Film Review: Lost River

Lost River
Ryan Gosling’s directorial debut, Lost River, is a dark tale about fighting for your family and the lengths we are willing to go to keep it together.

When it was announced that Gosling would be making his feature debut, then called How to Catch a Monster, I was excited. The guy was on a streak as an actor, making great decision, after great decision on who he worked with, and the list of directors he was working with were bound to have a positive influence on his eventual style as a director. Throw in a cast of Christina Hendricks, Saoirse Ronan and Ben Mendelsohn and I found myself even more excited. The dark and mysterious premise also bode well, but this is all hype, how did the film turn out?

Pretty well, actually. Lost River is well shot by Gosling and his crew, capturing the dilapidated suburban landscape of Detroit like we’ve been transported to another world, all of the wear and tear on the city creating an eerie and foreboding vibe for the film. The story follows a single mother, Billy, and her two kids as they try and scrape by, trying to keep their home in the process as the rest of their neighborhood is literally torn down around them. When the local lender is taken over by a more nefarious figure, Dave, Billy is backed into a corner with no option left but to take her new loan holder up on his job proposition. In the meanwhile, Billy’s son, Bones, and his girl next door crush, Rat, are left to try to avoid the wrath of a local thug, Bully.

The two story threads remain separate throughout the course of the film (outside the obligatory intersections at the family home) and Gosling not connecting the two stories is probably the biggest missed opportunity he left off the table. The two threads work fine without intersecting one another, but finding a way to fold the two stories together might have made the film feel a bit more cohesive and of one piece. Still, Gosling leads both of his story threads to pretty riveting conclusions, all while finding one of the darkest happy endings I’ve seen in a while. A couple of loose threads could have been pulled in a little tighter here and there (i.e. the cab driver, what was with that diner scene?) and the mythical curse placed on the town could have been expanded upon a tad bit more, but Gosling is, more or less, getting his point across.

The imagery and mindset of the club Ben Mendelsohn’s Dave hosts at is Gosling’s most stand out idea in the film, and while it could have been explored a bit more fully it is almost endlessly intriguing. Mendelsohn is the perfect figure-head for a club of this type, his underlying malice hiding behind a thin layer of charm is exactly what a place like this needs as its leader. The acts of violence acted out for the sake of entertainment is a dark idea to bore into, but Gosling captures the mood of his version of the city so well, we easily get why people are here for enjoyment, even if we could never understand it.

I mentioned the work of the always great Mendelsohn, and when is he not great, but Matt Smith is also a fucked up delight as the local bully, Bully. Those scissors he wields are some how made effectively menacing, and his nihilistic world view is wonderfully portrayed through Smith’s eyes. Bully is plainly played out as the evil entity of the film, but Smith earns the label in spades. Hendricks and Ronan are both solid in their roles, even if they are both forced into the most straightforward characters in the film. Hendricks is especially effective as a mother willing to do what she can for her kids, all while keeping her dignity whenever it is confronted. Ronan needed more to do, and her grandmother storyline is a bit of undercooked sadness, but she makes the most of it being the great actress that she is. Eva Mendes brings a wonderfully contrasting positivity to the “violence club” sequences, and she leaves just enough mystery in the air to those pods that you will feel a tad cheated we didn’t get to see Gosling play with the idea more. Iain De Caestecker is the only face of the core cast I didn’t recognize, and he plays Bones with the right amount of rawness and rebellion that we can understand his desire to run, but believe everything that is holding him back.

Lost River isn’t for everyone, but it is a solid debut from Gosling behind the camera. He has a sharp eye, paints an engaging and dark tale and keeps it all together without being explicit with his storytelling. I bit more experience might have allowed Lost River to be something truly special, but as it stands it is still something well worth your time if you are up for something a bit different.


### Exercise directions
Spot each line in the records below where the word "crest" occurs, then copy it.

Items from a figure collection:
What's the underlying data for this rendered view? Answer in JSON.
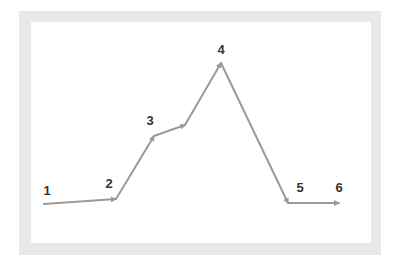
{
  "diagram": {
    "type": "path-with-arrows",
    "frame_color": "#e9e9e9",
    "background_color": "#ffffff",
    "line_color": "#9a9a9a",
    "label_color": "#333333",
    "points": [
      {
        "id": "1",
        "label": "1",
        "x": 44,
        "y": 204,
        "label_x": 47,
        "label_y": 190
      },
      {
        "id": "2",
        "label": "2",
        "x": 116,
        "y": 199,
        "label_x": 109,
        "label_y": 183
      },
      {
        "id": "3",
        "label": "3",
        "x": 154,
        "y": 136,
        "label_x": 150,
        "label_y": 120
      },
      {
        "id": "3b",
        "label": "",
        "x": 185,
        "y": 125
      },
      {
        "id": "4",
        "label": "4",
        "x": 221,
        "y": 63,
        "label_x": 221,
        "label_y": 49
      },
      {
        "id": "5",
        "label": "5",
        "x": 288,
        "y": 203,
        "label_x": 300,
        "label_y": 187
      },
      {
        "id": "6",
        "label": "6",
        "x": 339,
        "y": 203,
        "label_x": 339,
        "label_y": 187
      }
    ],
    "labels": {
      "p1": "1",
      "p2": "2",
      "p3": "3",
      "p4": "4",
      "p5": "5",
      "p6": "6"
    }
  }
}
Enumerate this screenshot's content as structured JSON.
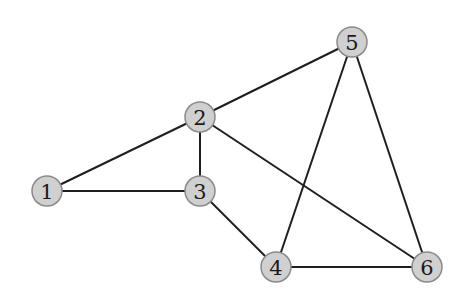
{
  "graph": {
    "nodes": [
      {
        "id": "1",
        "label": "1",
        "x": 47,
        "y": 191
      },
      {
        "id": "2",
        "label": "2",
        "x": 200,
        "y": 117
      },
      {
        "id": "3",
        "label": "3",
        "x": 200,
        "y": 191
      },
      {
        "id": "4",
        "label": "4",
        "x": 276,
        "y": 267
      },
      {
        "id": "5",
        "label": "5",
        "x": 352,
        "y": 42
      },
      {
        "id": "6",
        "label": "6",
        "x": 427,
        "y": 267
      }
    ],
    "edges": [
      {
        "from": "1",
        "to": "2"
      },
      {
        "from": "1",
        "to": "3"
      },
      {
        "from": "2",
        "to": "3"
      },
      {
        "from": "2",
        "to": "5"
      },
      {
        "from": "2",
        "to": "6"
      },
      {
        "from": "3",
        "to": "4"
      },
      {
        "from": "4",
        "to": "5"
      },
      {
        "from": "4",
        "to": "6"
      },
      {
        "from": "5",
        "to": "6"
      }
    ],
    "node_radius": 15,
    "colors": {
      "node_fill": "#d0d0d0",
      "node_stroke": "#8a8a8a",
      "edge": "#1e1e1e",
      "label": "#1a1a1a"
    }
  }
}
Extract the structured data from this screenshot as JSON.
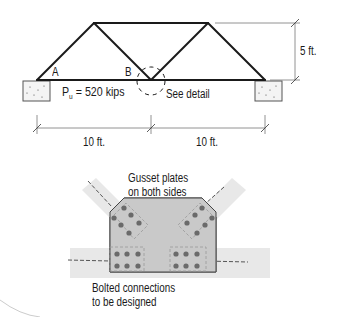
{
  "truss": {
    "node_a_label": "A",
    "node_b_label": "B",
    "load_symbol": "P",
    "load_subscript": "u",
    "load_value": " = 520 kips",
    "detail_label": "See detail",
    "height_dim": "5 ft.",
    "span_left_dim": "10 ft.",
    "span_right_dim": "10 ft."
  },
  "detail": {
    "gusset_label_line1": "Gusset plates",
    "gusset_label_line2": "on both sides",
    "bolted_label_line1": "Bolted connections",
    "bolted_label_line2": "to be designed"
  },
  "colors": {
    "line": "#1a1a1a",
    "gusset_fill": "#c8c8c8",
    "member_band": "#e6e6e6",
    "bolt": "#6a6a6a",
    "support_fill": "#f2f2f2"
  }
}
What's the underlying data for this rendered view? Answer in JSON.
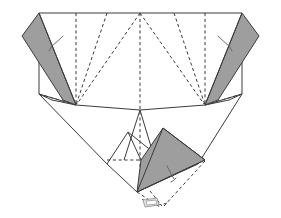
{
  "figure": {
    "background_color": "#ffffff",
    "width": 281,
    "height": 218,
    "line_color": "#3c3c3c",
    "flap_fill_color": "#9e9e9e",
    "white_face_color": "#ffffff",
    "arc_color": "#6b6b6b",
    "glyph_color": "#8a8a8a"
  },
  "shapes": {
    "base_outline": {
      "name": "paper-base-outline",
      "points": "39,13 242,13 242,94 229,105 198,164 152,192 107,164 76,105 39,94",
      "description": "Main folded paper silhouette"
    },
    "top_edge": {
      "name": "top-edge",
      "points": "39,13 242,13"
    },
    "left_side_edge": {
      "name": "left-side-edge",
      "points": "39,13 39,94"
    },
    "right_side_edge": {
      "name": "right-side-edge",
      "points": "242,13 242,94"
    },
    "left_flap": {
      "name": "left-gray-flap",
      "points": "39,13 76,105 63,100 22,36",
      "fill": "#9e9e9e"
    },
    "right_flap": {
      "name": "right-gray-flap",
      "points": "242,13 205,105 218,100 259,36",
      "fill": "#9e9e9e"
    },
    "bottom_flap": {
      "name": "bottom-gray-flap",
      "points": "163,128 205,160 137,192 141,160",
      "fill": "#9e9e9e"
    },
    "left_inner_panel": {
      "name": "left-inner-panel",
      "points": "39,94 76,105 140,110 107,164"
    },
    "right_inner_panel": {
      "name": "right-inner-panel",
      "points": "242,94 205,105 140,110 198,164"
    },
    "center_peak": {
      "name": "center-peak-panel",
      "points": "140,110 124,160 155,160"
    },
    "left_lower_fold": {
      "name": "left-lower-fold-panel",
      "points": "107,164 128,132 141,160"
    }
  },
  "creases": {
    "vertical_dashes": [
      {
        "name": "crease-vertical-left",
        "x": 76,
        "y1": 13,
        "y2": 105
      },
      {
        "name": "crease-vertical-center",
        "x": 140,
        "y1": 13,
        "y2": 192
      },
      {
        "name": "crease-vertical-right",
        "x": 205,
        "y1": 13,
        "y2": 105
      }
    ],
    "diagonal_dashes": [
      {
        "name": "crease-diag-left-outer",
        "points": "39,94 76,105"
      },
      {
        "name": "crease-diag-left-upper",
        "points": "107,13 76,105"
      },
      {
        "name": "crease-diag-left-to-center",
        "points": "140,13 76,105"
      },
      {
        "name": "crease-diag-right-upper",
        "points": "174,13 205,105"
      },
      {
        "name": "crease-diag-right-to-center",
        "points": "140,13 205,105"
      },
      {
        "name": "crease-diag-right-outer",
        "points": "242,94 205,105"
      }
    ],
    "horizontal_dash": {
      "name": "crease-horizontal-lower",
      "points": "107,160 205,160"
    },
    "bottom_dashes": [
      {
        "name": "crease-bottom-left-ray",
        "points": "137,192 162,205"
      },
      {
        "name": "crease-bottom-mid-ray",
        "points": "150,192 162,205"
      },
      {
        "name": "crease-bottom-right-ray",
        "points": "205,160 162,205"
      },
      {
        "name": "crease-bottom-arc-base",
        "points": "143,200 162,206 180,196"
      }
    ]
  },
  "annotations": {
    "fold_arcs": [
      {
        "name": "fold-arc-left",
        "path": "M 52,45 Q 59,41 62,37"
      },
      {
        "name": "fold-arc-left-tail",
        "path": "M 50,50 Q 52,47 53,44"
      },
      {
        "name": "fold-arc-right",
        "path": "M 229,45 Q 222,41 219,37"
      },
      {
        "name": "fold-arc-right-tail",
        "path": "M 231,50 Q 229,47 228,44"
      },
      {
        "name": "fold-arc-bottom",
        "path": "M 168,166 Q 171,175 175,180"
      },
      {
        "name": "fold-arc-bottom-tail",
        "path": "M 172,182 Q 174,181 176,179"
      }
    ],
    "turn_over_glyph": {
      "name": "turn-over-glyph",
      "label": "",
      "outline": "143,200 157,198 159,205 145,207",
      "inner": "146,201 156,200 157,204 147,205"
    }
  },
  "labels": {
    "caption": ""
  }
}
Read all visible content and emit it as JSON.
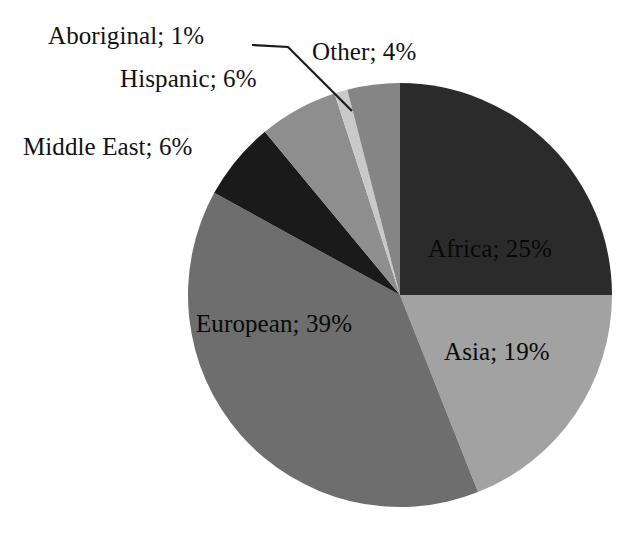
{
  "chart_data": {
    "type": "pie",
    "title": "",
    "subtitle": "",
    "xlabel": "",
    "ylabel": "",
    "legend_position": "none",
    "grid": false,
    "label_format": "name; value%",
    "start_angle_deg": 0,
    "direction": "clockwise",
    "categories": [
      "Africa",
      "Asia",
      "European",
      "Middle East",
      "Hispanic",
      "Aboriginal",
      "Other"
    ],
    "values": [
      25,
      19,
      39,
      6,
      6,
      1,
      4
    ],
    "units": "%",
    "total": 100,
    "slices": [
      {
        "name": "Africa",
        "label": "Africa; 25%",
        "value": 25,
        "color": "#2b2b2b",
        "label_placement": "inside",
        "start_angle_deg": 0,
        "end_angle_deg": 90
      },
      {
        "name": "Asia",
        "label": "Asia; 19%",
        "value": 19,
        "color": "#a2a2a2",
        "label_placement": "inside",
        "start_angle_deg": 90,
        "end_angle_deg": 158.4
      },
      {
        "name": "European",
        "label": "European; 39%",
        "value": 39,
        "color": "#6e6e6e",
        "label_placement": "inside",
        "start_angle_deg": 158.4,
        "end_angle_deg": 298.8
      },
      {
        "name": "Middle East",
        "label": "Middle East; 6%",
        "value": 6,
        "color": "#1a1a1a",
        "label_placement": "outside",
        "start_angle_deg": 298.8,
        "end_angle_deg": 320.4
      },
      {
        "name": "Hispanic",
        "label": "Hispanic; 6%",
        "value": 6,
        "color": "#8e8e8e",
        "label_placement": "outside",
        "start_angle_deg": 320.4,
        "end_angle_deg": 342.0
      },
      {
        "name": "Aboriginal",
        "label": "Aboriginal; 1%",
        "value": 1,
        "color": "#c9c9c9",
        "label_placement": "outside-leader",
        "start_angle_deg": 342.0,
        "end_angle_deg": 345.6
      },
      {
        "name": "Other",
        "label": "Other; 4%",
        "value": 4,
        "color": "#858585",
        "label_placement": "outside",
        "start_angle_deg": 345.6,
        "end_angle_deg": 360.0
      }
    ]
  },
  "labels": {
    "africa": "Africa; 25%",
    "asia": "Asia; 19%",
    "european": "European; 39%",
    "middle_east": "Middle East; 6%",
    "hispanic": "Hispanic; 6%",
    "aboriginal": "Aboriginal; 1%",
    "other": "Other; 4%"
  },
  "colors": {
    "background": "#ffffff",
    "text": "#111111",
    "leader_line": "#1a1a1a",
    "africa": "#2b2b2b",
    "asia": "#a2a2a2",
    "european": "#6e6e6e",
    "middle_east": "#1a1a1a",
    "hispanic": "#8e8e8e",
    "aboriginal": "#c9c9c9",
    "other": "#858585"
  },
  "geometry": {
    "center_x": 400,
    "center_y": 295,
    "radius": 212
  }
}
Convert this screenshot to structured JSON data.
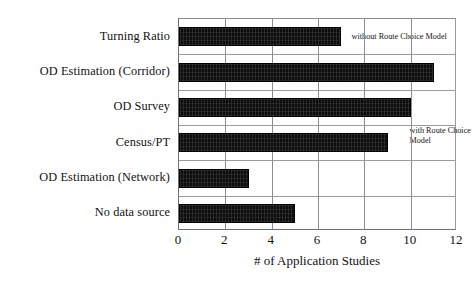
{
  "chart_data": {
    "type": "bar",
    "orientation": "horizontal",
    "title": "",
    "xlabel": "# of Application Studies",
    "ylabel": "",
    "categories": [
      "Turning Ratio",
      "OD Estimation (Corridor)",
      "OD Survey",
      "Census/PT",
      "OD Estimation (Network)",
      "No data source"
    ],
    "values": [
      7,
      11,
      10,
      9,
      3,
      5
    ],
    "xlim": [
      0,
      12
    ],
    "xticks": [
      "0",
      "2",
      "4",
      "6",
      "8",
      "10",
      "12"
    ],
    "xtick_values": [
      0,
      2,
      4,
      6,
      8,
      10,
      12
    ],
    "grid": "vertical-and-horizontal",
    "legend": "none",
    "bar_color": "#0d0d0d",
    "annotations": [
      {
        "text": "without Route Choice Model",
        "x_value": 7.45,
        "category_index": 0
      },
      {
        "text": "with Route Choice Model",
        "x_value": 9.95,
        "category_index": 3
      }
    ]
  }
}
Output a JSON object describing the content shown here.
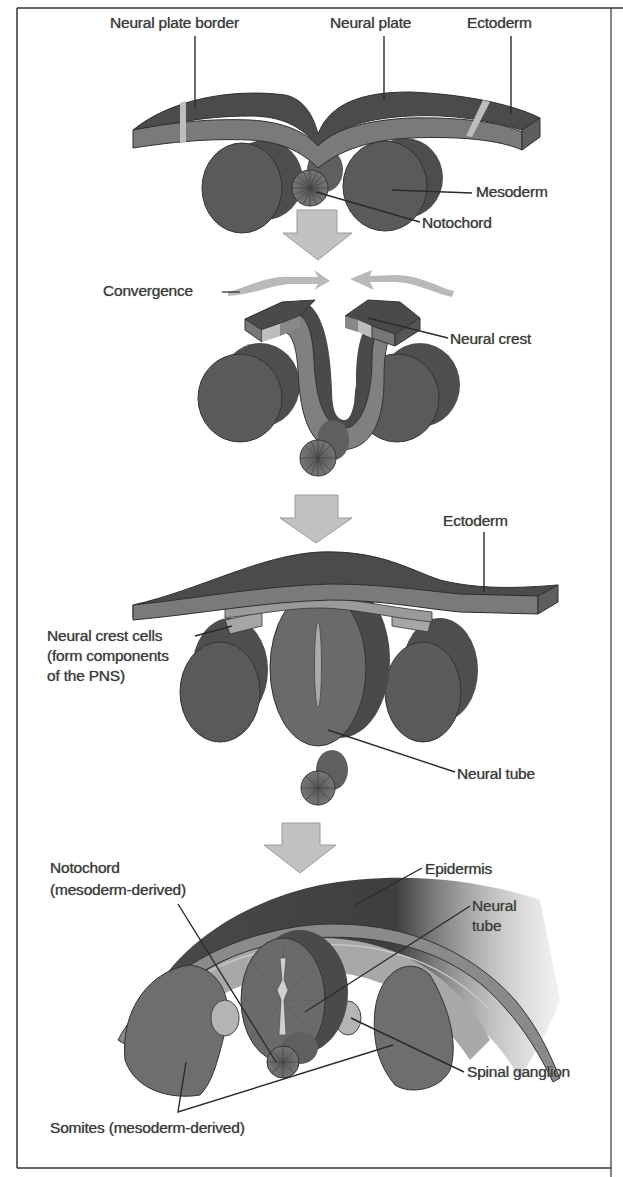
{
  "figure": {
    "colors": {
      "dark_tissue": "#4a4a4a",
      "mid_tissue": "#7a7a7a",
      "light_tissue": "#a8a8a8",
      "arrow": "#bdbdbd",
      "label_text": "#3a3a3a",
      "border": "#333333"
    },
    "stages": [
      {
        "id": "stage-1",
        "labels": [
          {
            "name": "label-neural-plate-border",
            "text": "Neural plate border",
            "x": 110,
            "y": 13
          },
          {
            "name": "label-neural-plate",
            "text": "Neural plate",
            "x": 330,
            "y": 13
          },
          {
            "name": "label-ectoderm",
            "text": "Ectoderm",
            "x": 467,
            "y": 13
          },
          {
            "name": "label-mesoderm",
            "text": "Mesoderm",
            "x": 476,
            "y": 182
          },
          {
            "name": "label-notochord",
            "text": "Notochord",
            "x": 422,
            "y": 213
          }
        ]
      },
      {
        "id": "stage-2",
        "labels": [
          {
            "name": "label-convergence",
            "text": "Convergence",
            "x": 103,
            "y": 281
          },
          {
            "name": "label-neural-crest",
            "text": "Neural crest",
            "x": 450,
            "y": 329
          }
        ]
      },
      {
        "id": "stage-3",
        "labels": [
          {
            "name": "label-ectoderm-2",
            "text": "Ectoderm",
            "x": 443,
            "y": 511
          },
          {
            "name": "label-neural-crest-cells-1",
            "text": "Neural crest cells",
            "x": 47,
            "y": 626
          },
          {
            "name": "label-neural-crest-cells-2",
            "text": "(form components",
            "x": 47,
            "y": 646
          },
          {
            "name": "label-neural-crest-cells-3",
            "text": "of the PNS)",
            "x": 47,
            "y": 666
          },
          {
            "name": "label-neural-tube",
            "text": "Neural tube",
            "x": 457,
            "y": 764
          }
        ]
      },
      {
        "id": "stage-4",
        "labels": [
          {
            "name": "label-notochord-2-line1",
            "text": "Notochord",
            "x": 50,
            "y": 858
          },
          {
            "name": "label-notochord-2-line2",
            "text": "(mesoderm-derived)",
            "x": 50,
            "y": 880
          },
          {
            "name": "label-epidermis",
            "text": "Epidermis",
            "x": 425,
            "y": 859
          },
          {
            "name": "label-neural-tube-2-line1",
            "text": "Neural",
            "x": 472,
            "y": 896
          },
          {
            "name": "label-neural-tube-2-line2",
            "text": "tube",
            "x": 472,
            "y": 916
          },
          {
            "name": "label-spinal-ganglion",
            "text": "Spinal ganglion",
            "x": 467,
            "y": 1062
          },
          {
            "name": "label-somites",
            "text": "Somites (mesoderm-derived)",
            "x": 50,
            "y": 1118
          }
        ]
      }
    ]
  }
}
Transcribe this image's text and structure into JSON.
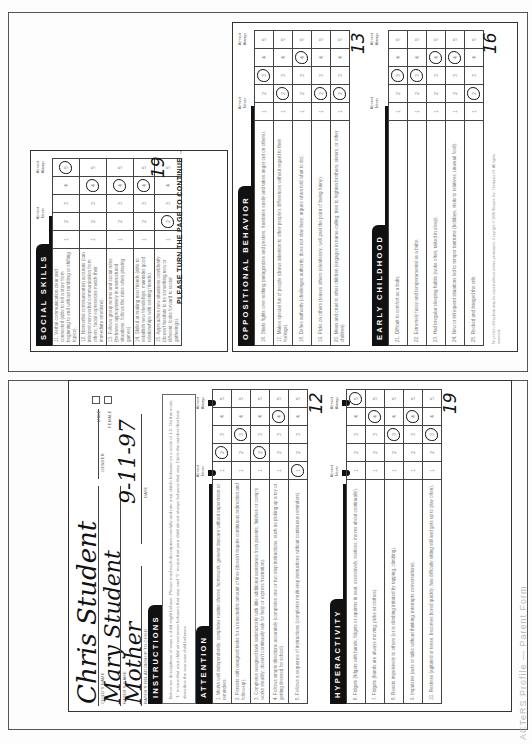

### Solution for this task
            "name": "label-neural-crest",
            "text": "Neural crest",
            "name": "label-neural-crest-cells-1",
            "text": "Neural crest cells",
            "name": "label-neural-crest-cells-2",
            "name": "label-neural-crest-cells-3",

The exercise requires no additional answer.